Pulled Pork Crockpot Recipes - Is There No Such Thing As An Official Recipe?

Posted by The Popular News Today on Monday, May 28, 2012

By Susanne Myers


Sure, there are more hotly debated subjects than this, but not by much. If you've been looking for pulled pork crockpot recipes, you may be a bit confused as to what exactly is a Carolina style sandwich versus a Memphis style sandwich. And what about Texas weighing in on a "Memphis Style" sandwich. Doesn't Texas have one of their own? Then we hear from Florida, Mississippi, and Alabama each claiming their own original version, but they all seem vaguely familiar.

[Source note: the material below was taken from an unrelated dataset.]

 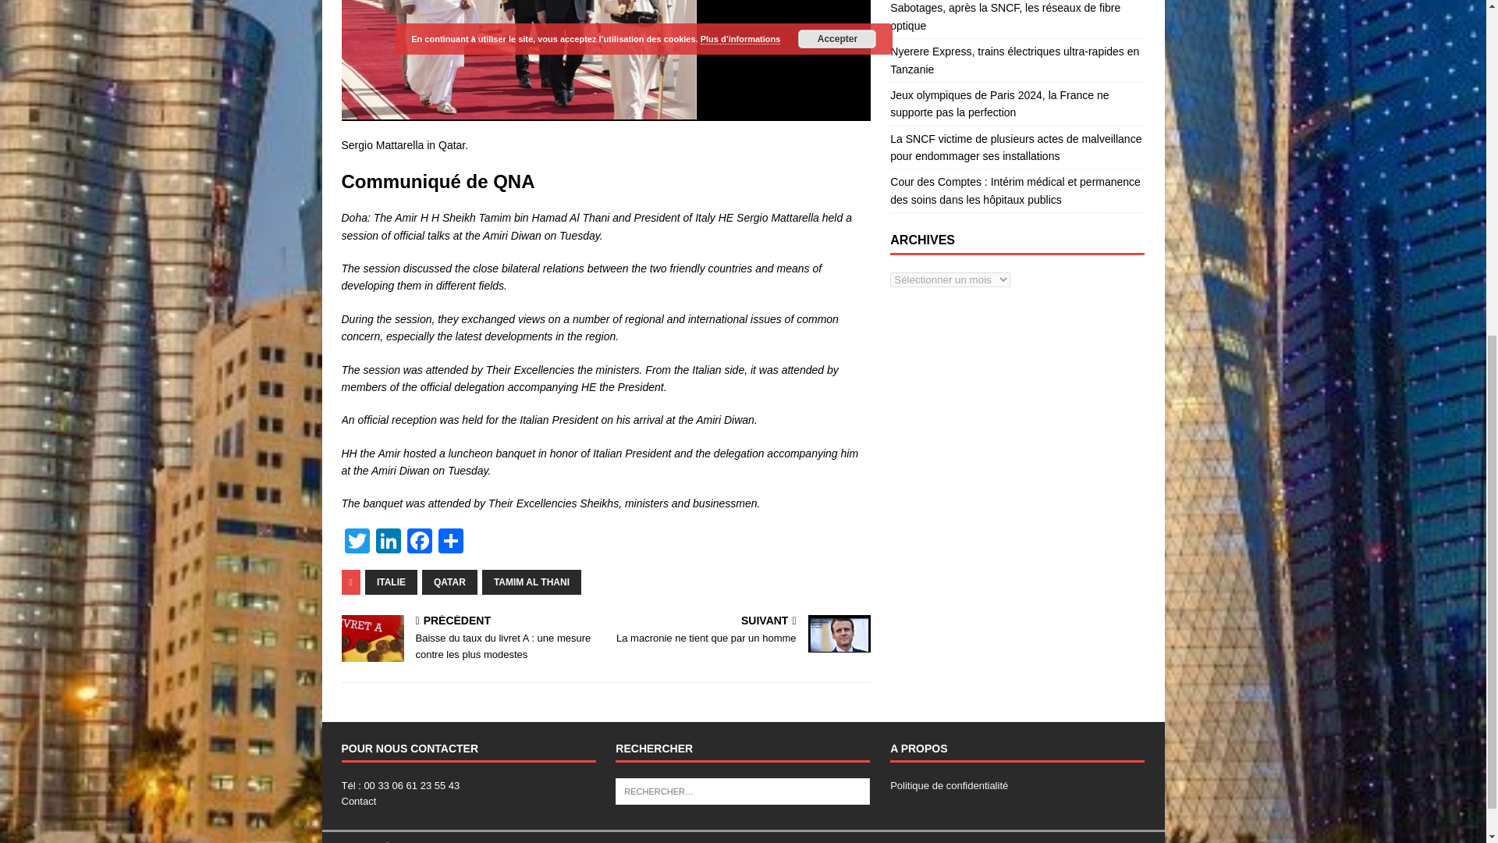 I want to click on Facebook, so click(x=420, y=542).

What most everyone can agree on is that no one agrees which style of sandwich truly belongs to which region. Comparing hundreds of pulled pork crockpot recipes doesn't help much either. For every barbecue sauce on the market there is at least one recipe. For every variation of dry rubs you can find, there are that many more methods and ingredients for cooking a pulled pork sandwich. Here are just a few common methods for cooking and serving this sandwich that seems to be everyone's hometown original!

Vinegar - Mixing this sour with a sweet of some sort is essential for any good barbecue sauce. However, several regions and states claim this ingredient as the quintessential ingredient that differentiates their pulled pork sandwich from any other.

Brown Sugar - I have eaten at barbecue joints in Florida where they use only brown sugar, vinegar, and cayenne pepper to season their pork, making these sandwiches definitely not "barbecue saucy." Brown sugar is a common ingredient in many barbecue sauces, but this style of eliminating the sauce all together is different. There are cooks who swear that there should be NO barbecue sauce mixed in with the pork.

Dry Rub - This may be one of the oldest "new" seasoning techniques around. Memphis can lay claim to this in some of the recipes you'll read, but you'll find dry rubs firmly entrenched all over the South. Although dry rubs have been around for ages, the new focus may be on the availability of prepackaged rubs. The labels on the bottles are just as confusing, claiming to be "The Best Of..." one place or another and containing identical ingredients. It doesn't matter, really. To season pork with a dry rub you really need a standard list of ingredients which include paprika, cayenne, cumin, and lots of freshly ground black pepper.

Condiments - Barbecue sauce as a condiment is widely regarded as a standard in every region. Even when the pulled pork never gets a dose of barbecue sauce mixed in with it, there is usually a bottle on the table. You'll also usually find some pepper vinegar, some mustard, and even a little Tabasco in most regions. What you'll hopefully never find is ketchup on the table. That would not go over well in any region. However, most everyone believes that adding cole slaw on top of your sandwich is most decidedly a Memphis touch.

Cooking Methods - It's not easy to pin down a cooking method. Grilling, smoking, roasting, or braising are not uncommon to any region. Of course, using your slow cooker isn't an ancient method to cook meat, so the origin of this method is obviously widespread. But smoky pits or slow roasting would have been the preferred method by many of our settlers around the countryside, and now their ancestors may still use those exact same methods. It's still hard to prove any method belongs to any particular region. Even though Memphis is famous for their smoky grilling pits, you'll find those same pits all around the south.

Whether you're sitting in Memphis reading this, or in Florida, or Mississippi, you've probably already dismissed all this nonsense about any pulled pork crockpot recipes that claim they are a certain region's style. All I can say is that no matter where you live, if your Granddaddy made the best pulled pork sandwich ever, then that's YOUR official recipe and don't let anybody take that away from you!